Our goal as AI engineers is to shrink this loss number until it is as close to zero as possible.
A Real-World Example: Predicting House Prices
Let’s say you want to build an AI to guess how much a house costs based on its size (square footage).
- The Guess: The AI predicts a house costs $300,000.
- The Reality: The house actually sold for $350,000.
- The Loss: The AI missed by $50,000.
That $50,000 is the "loss." The model takes that number and uses it as feedback to tweak its internal settings so that next time, it will guess closer to the real price.
How We Measure the Gap: Mean Absolute Error (MAE)
One of the most popular ways to measure this error is called Mean Absolute Error (MAE). It’s a fancy name for something very simple:
- Take the difference: How far off was the guess?
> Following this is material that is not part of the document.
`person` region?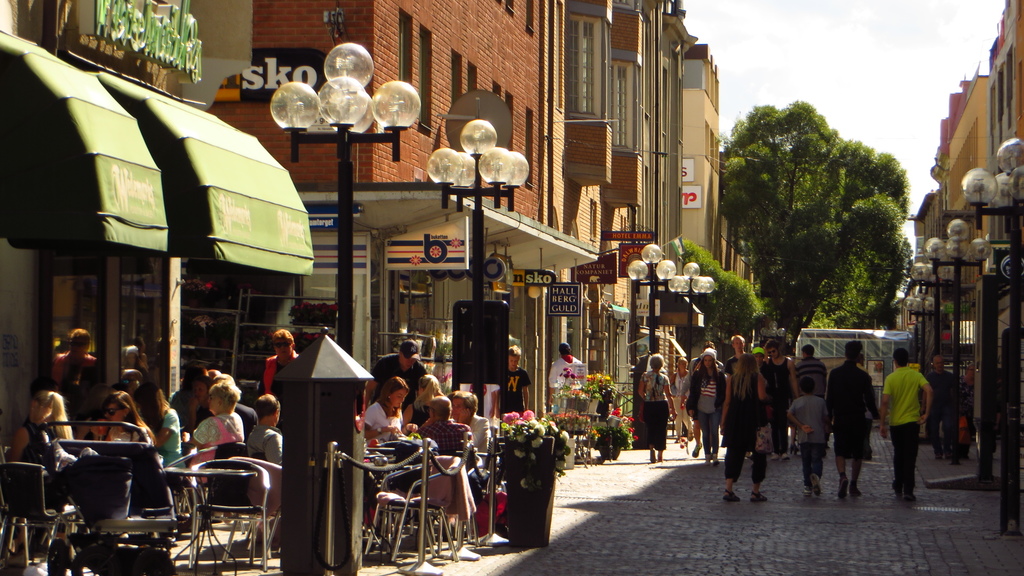
[544,341,585,415]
- Make it positive: We don't care if the guess was too high or too low, just how far off it was.
- Average it out: We do this for a bunch of houses and find the average error.
Why This Matters for 2026
If you want to build high-quality AI, you have to understand the loss function. It acts like a compass. If the model isn't getting better, we look at the loss function to see where it’s getting confused.
By constantly checking the loss, we can guide the AI to learn faster and make much smarter decisions. It’s not magic—it’s just math helping a machine learn from its mistakes, just like we do!